Charles Qirngnirq, 21, was shot and killed by the RCMP in 2016.


One of two RCMP officers who confronted an armed 21-year-old Inuk man the morning a Mountie shot him in a remote Nunavut community says she feared for her life that day.

Former corporal Tanya Kellogg told a coroner’s inquest Tuesday into Charles Qirngnirq’s death that she had been working relief in Gjoa Haven for about a week when Qirngnirq was shot on Dec. 19, 2016, outside the airport.

Kellogg, who is now retired, said she and Const. Ian Crowe had responded to calls of a suicidal male with a rifle. It was about -33 C, but conditions were clear, she said.

Crowe and Kellogg, who were with the RCMP for 17 years, were the only two officers working in Gjoa Haven that day.

She said they left the detachment after receiving the calls and brought a carbine _ a high-powered rifle equipped with a telescopic sight _ with them. They drove down the road to the airport, where they spotted Qirngnirq outside the terminal building, and stopped.

Kellogg said she didn’t initially see Qirngnirq holding a rifle, but then spotted it when he turned away from the airport to walk toward town.

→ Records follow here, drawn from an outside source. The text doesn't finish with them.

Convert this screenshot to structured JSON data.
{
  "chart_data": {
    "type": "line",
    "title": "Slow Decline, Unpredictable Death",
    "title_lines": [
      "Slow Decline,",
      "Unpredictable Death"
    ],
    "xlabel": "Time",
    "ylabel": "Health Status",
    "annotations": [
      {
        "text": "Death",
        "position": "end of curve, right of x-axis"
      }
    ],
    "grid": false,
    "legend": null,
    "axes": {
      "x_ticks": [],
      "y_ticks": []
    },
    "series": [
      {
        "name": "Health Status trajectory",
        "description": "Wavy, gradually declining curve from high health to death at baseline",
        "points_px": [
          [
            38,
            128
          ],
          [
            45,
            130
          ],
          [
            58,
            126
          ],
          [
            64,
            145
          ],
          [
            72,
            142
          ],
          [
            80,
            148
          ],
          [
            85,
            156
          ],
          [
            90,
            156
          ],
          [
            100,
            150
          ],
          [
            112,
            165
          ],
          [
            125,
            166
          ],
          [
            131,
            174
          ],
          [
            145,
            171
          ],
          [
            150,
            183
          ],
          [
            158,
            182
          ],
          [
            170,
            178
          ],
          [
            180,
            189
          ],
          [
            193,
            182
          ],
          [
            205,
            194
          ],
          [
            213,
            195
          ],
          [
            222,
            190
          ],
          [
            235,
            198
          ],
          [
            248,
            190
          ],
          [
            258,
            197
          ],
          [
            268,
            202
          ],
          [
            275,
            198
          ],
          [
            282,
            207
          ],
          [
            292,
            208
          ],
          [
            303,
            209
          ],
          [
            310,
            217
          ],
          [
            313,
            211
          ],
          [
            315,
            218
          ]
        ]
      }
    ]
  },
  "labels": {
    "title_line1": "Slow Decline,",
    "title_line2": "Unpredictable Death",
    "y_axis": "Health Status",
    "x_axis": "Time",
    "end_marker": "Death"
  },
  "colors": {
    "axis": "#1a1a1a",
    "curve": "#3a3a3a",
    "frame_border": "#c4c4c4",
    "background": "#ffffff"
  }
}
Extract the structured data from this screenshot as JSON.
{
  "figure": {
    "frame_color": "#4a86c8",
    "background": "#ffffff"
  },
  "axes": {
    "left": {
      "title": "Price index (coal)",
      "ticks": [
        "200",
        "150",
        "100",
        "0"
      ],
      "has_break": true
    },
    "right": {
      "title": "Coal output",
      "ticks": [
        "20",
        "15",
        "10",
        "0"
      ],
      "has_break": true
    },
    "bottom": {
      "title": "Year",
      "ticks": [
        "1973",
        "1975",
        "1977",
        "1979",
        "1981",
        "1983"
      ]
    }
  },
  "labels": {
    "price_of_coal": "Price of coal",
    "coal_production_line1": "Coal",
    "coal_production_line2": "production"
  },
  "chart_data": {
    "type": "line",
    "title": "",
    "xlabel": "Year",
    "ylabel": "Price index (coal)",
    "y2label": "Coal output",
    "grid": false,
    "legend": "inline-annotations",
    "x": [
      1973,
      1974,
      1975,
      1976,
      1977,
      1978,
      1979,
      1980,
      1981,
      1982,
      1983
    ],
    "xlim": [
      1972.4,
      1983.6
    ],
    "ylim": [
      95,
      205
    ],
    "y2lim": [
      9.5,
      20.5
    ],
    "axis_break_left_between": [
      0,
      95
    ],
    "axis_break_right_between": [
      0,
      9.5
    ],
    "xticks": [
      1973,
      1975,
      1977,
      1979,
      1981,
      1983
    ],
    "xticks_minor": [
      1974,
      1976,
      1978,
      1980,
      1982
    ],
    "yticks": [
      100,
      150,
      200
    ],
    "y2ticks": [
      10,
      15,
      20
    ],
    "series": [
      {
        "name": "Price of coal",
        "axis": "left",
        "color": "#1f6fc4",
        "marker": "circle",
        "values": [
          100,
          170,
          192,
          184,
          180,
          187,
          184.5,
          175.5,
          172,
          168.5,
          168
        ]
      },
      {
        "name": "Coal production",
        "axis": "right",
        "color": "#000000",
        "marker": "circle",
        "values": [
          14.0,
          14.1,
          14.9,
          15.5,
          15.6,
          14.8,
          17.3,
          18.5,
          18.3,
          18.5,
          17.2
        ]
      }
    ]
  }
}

She said he was “pumping” the rifle and yelling.

Crowe got out of the police vehicle and positioned himself behind the hood on the driver’s side with the carbine, she testified.

Kellogg said she sat on the passenger side on the edge of her seat and yelled over the vehicle’s loud hailer for Qirngnirq to stop and put the gun down, but he did not.

The officers were roughly 140 to 155 metres from Qirngnirq, Kellogg said, while Qirngnirq was about the same distance from town.

She said she feared for her life as only the vehicle door was between herself and Qirngnirq.

“Training would teach me to take cover when I see a gun. In this situation, I didn’t seek proper cover.”

Kellogg said Qirngnirq was not facing them, but then seemed to turn and aim his rifle at the officers.

She said she heard “a loud bang” _ which was Crowe firing the carbine _ seconds after Qirngnirq turned to face them.

“He pointed it to us and in seconds he was shot,” Kellogg said.

Officers are trained that when a gun is pointed at them and they fear for their lives, the proper police response is to shoot, she told the inquest.

She said when they reached Qirngnirq, she remembers him saying to the officers, “Why do you shoot?” while they were handcuffing him.

Qirngnirq had been hit in the right hip and was taken to the health centre. Like 24 of Nunavut’s 25 communities, there is no hospital in Gjoa Haven.

Nurses tended to Qirngnirq, who was still alive. At one point, Kellogg held the gauze over the bullet wound, she said.

“He looked up at me and said, ‘You shot me.”’

Qirngnirq died before a medevac plane could leave the community.

Kellogg also testified that she hadn’t received much training from the RCMP about Nunavut before coming to the territory as a relief officer.

She said she had concerns for her and Crowe’s safety following the shooting, and she left the community two days later.

Crowe was expected to testify at the inquest later Tuesday.